Although reliable and unbiased
predictions are crucial, sales revenue is the item the most subject
to outside influence and the most difficult to predict. The threats
to continued sales come from many directions: primarily form
- strategies of direct competitors
- new products emerging in other markets
- dissatisfied customers with changing life styles
and also from
- government regulations
- disruptions in production
- insufficient purchasing power of customer due to economic recession
but most importantly for management from
- insufficient production or inventory
- excessive price
- inappropriate distribution channels
- poor effort to inform customer (i.e. lousy advertisement)
- inattention to customer preferences
- defective design or packaging
Future sales revenue even for staple tried-and-true products is uncertain. Maintaining sales, however, is usually not enough. One who stands still will see the world pass by and lose ground to those who are more aggressive. In following sections, discussion of how companies can and must seek to increase their sales and market share will be a recurring theme. Such expansion of sales, while essential for the life of a business, is naturally more chancy than retaining existing customers. It goes without saying that introducing new products is even more difficult.
| In traditional Russian financial analysis, little attention is given to sales. As previously outlined, analysis is primarily oriented toward the balance sheet. Profitability is studied in the context of efficiency. Sales are taken for granted. If we look at Moscow neighborhood grocery stores where shortage of desirable items is common place, even in 2000, it is obvious that supply not demand determines sales. This condition is a sad consequence of history, but it needs not to be true in the future. In the Western world demand determines sales. It can be easily predicted that this will also be true in Russia as well. |
In a philosophical sense, as well as in a practical real sense, commercial firms are created to serve society by providing customers with products customers want. Adam Smith's "invisible hand" sees to it that those firms who serve their customers well, thrive, and those who don't, go bankrupt. But the products must in the first place be available for sale on the counters of a retail store and in the finished goods inventory of a manufacturer. Failure to offer products which a firm was created to distribute is such a commercial capital offense that it deserves bankruptcy. Dowd, the head of a major department stores chain, part of Allied Stores in the U.S., would tell management trainees that if a supermarket were to be out of tooth paste or butter on a Saturday morning, it might as well close down. Such small items, worth little more than a dollar, are essentials for customers coming to shop and spend $50, $100 or more for a week's groceries. The store does not lose one but one hundred dollars in sales from not having tooth paste. Next time, that customer, as many others, will go down the street to the next supermarket that has tooth paste.
Missing sales is unforgivable. Opportunities to get a customer back are rare and costly. The financial analyst must establish that the firm has an adequate level of conservatism in its approach to its market. That is, it must have developed a defensive strategy to retain its customer base and market share. How this conservative strategy translates into specific steps differs from industry to industry. Essentially, such a strategy is reflected in intimate knowledge of company's typical client and how to satisfy the client so that the client returns repeatedly to buy company's products.
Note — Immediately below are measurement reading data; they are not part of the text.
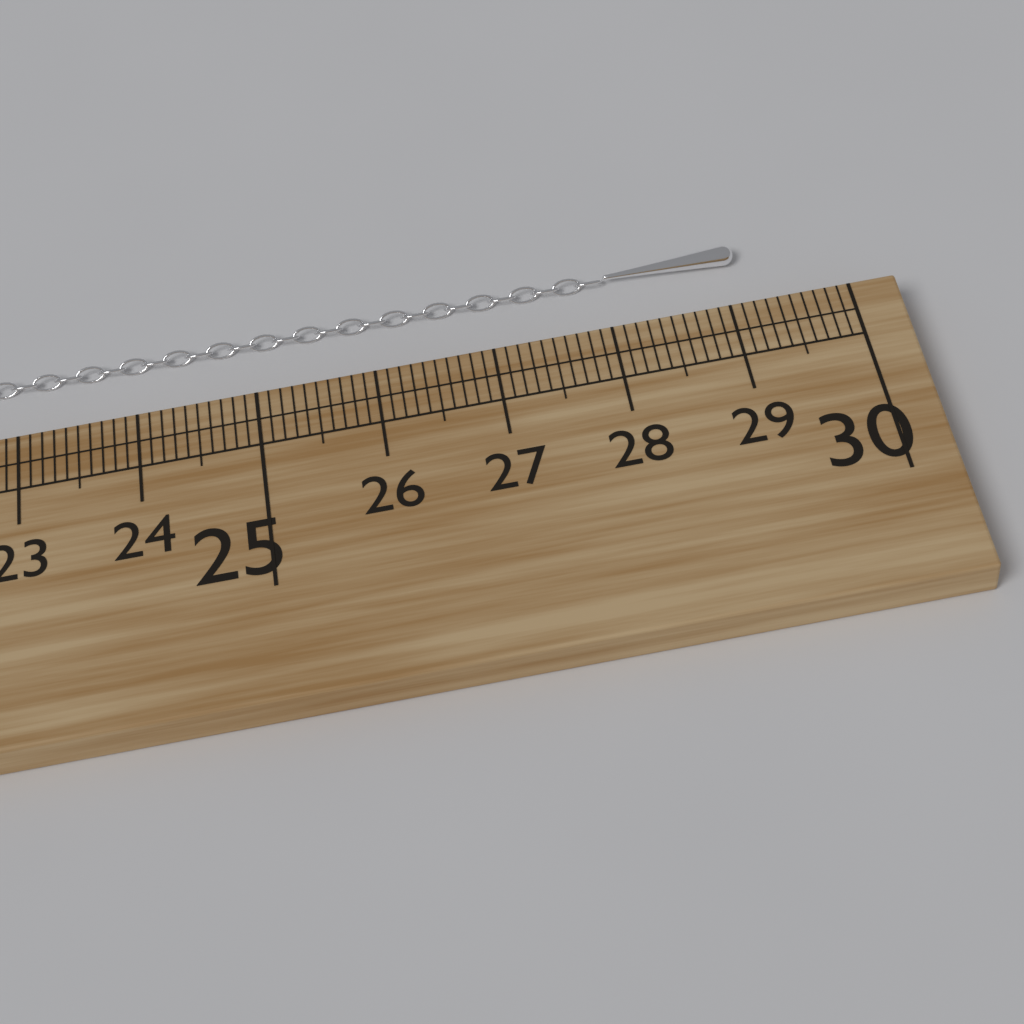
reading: 29.2 cm
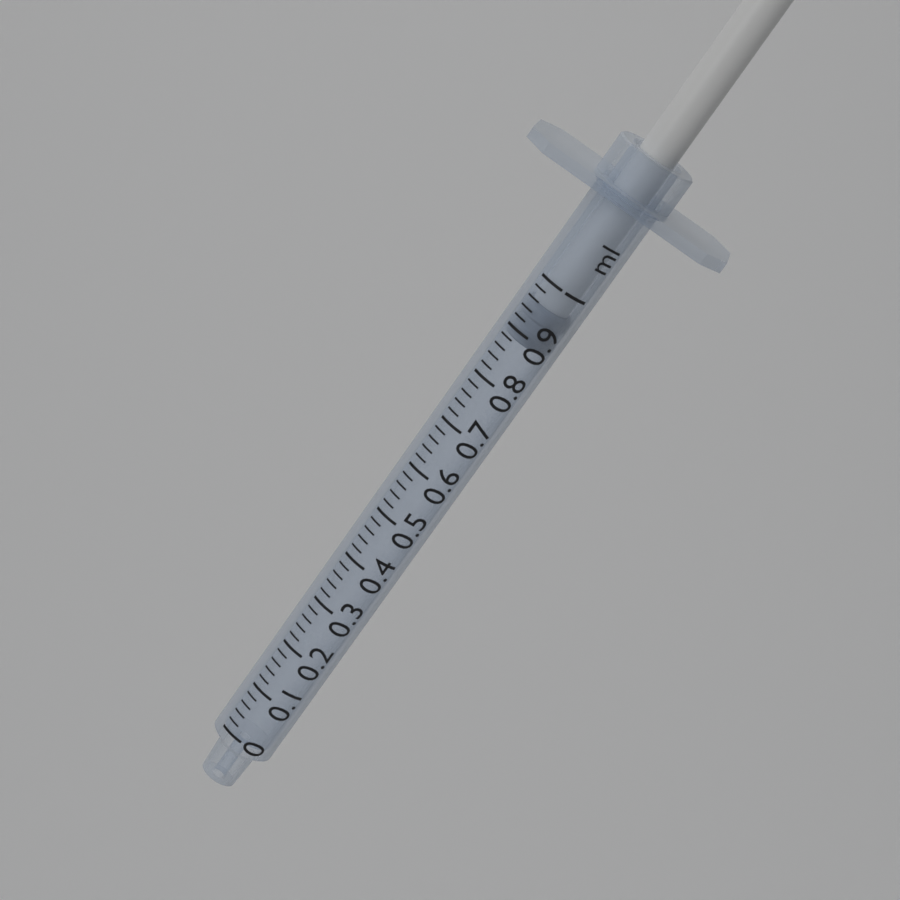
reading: 0.88 ml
| Brand loyalties and customer preferences are stable in Russia as they are in most countries. The example of Stimorol comes to mind. Stimorol holds on to the major share of the chewing gum market in Russia over Wriggley and other worldwide better known brands, simply because it was there first. (Wriggley was first in Poland and holds the major share of the market there.) Notwithstanding Russian skeptics, the manager of Stimorol affirms that advertising works in Russia as it does everywhere else in the world. Well developed distribution channels and advertising does the trick for Stimorol. |
A strictly conservative sales strategy is never enough. To face future challenges, a firm must always seek to serve customers better. Innovation is essential in each and every market. While retaining customers is the first commercial imperative, innovation is the second credo of commercial firms. The financial analyst must read the business plan or annual report of the firm with a constant eye for efforts to improve customer satisfaction: in better packaging, in training and retraining its sales personnel, in more convenient sales locations, in more convincing advertising slogans, and in more affordable pricing. Sometimes, it does not take much to increase market share. An old supermarket chain upstate New York, called Price Chopper, was losing its customers in the late 1980's. After injection of new funds from a new German owner to rebuild each store with clean counters and flowers, the chain quickly became a leader in price and products in the region.
Will efforts and outlays devoted to modernization, market expansion, innovation and new product introduction pay off? Obviously, not always. The method to quantify and rationalize business decisions in this area will be undertaken in next chapter, as it is usually looked upon as part of capital budgeting which deals with projects extending over several years. This chapter is devoted to an analysis in the context of the current operating cycle. But even here, there must be a mixture of two somewhat conflicting management attitudes: preserving a market and seeking new opportunities.
One recalls that evaluation of companies is often tied to sales, such as in the sales multiplier method, or in the discounted dividend model and price to earning methods where sales growth in embedded in the formula. Predicting sales or sales growth in the coming year is at the heart of much analytical work. It is not just a numerical exercise, as the previous comments suggest, but much more an evaluation of management decisions and attitudes.
The following sections will look at sales from the points of view of different analysts. From an outsider's point of view, one needs to unravel what is the firm's current position and strategy. Because of the importance of sales revenue as the basis for management decisions and company evaluation, it is clear that manipulation with appearances is to be investigated. Once this is clarified, then the question is to determine if the strategy is the right one. This second, more important investigation takes two directions: one outwardly, toward the market, customers and competitors; and one inwardly, toward costs and determinants of costs.
See review questions Q-9A.1 through Q-9A.7.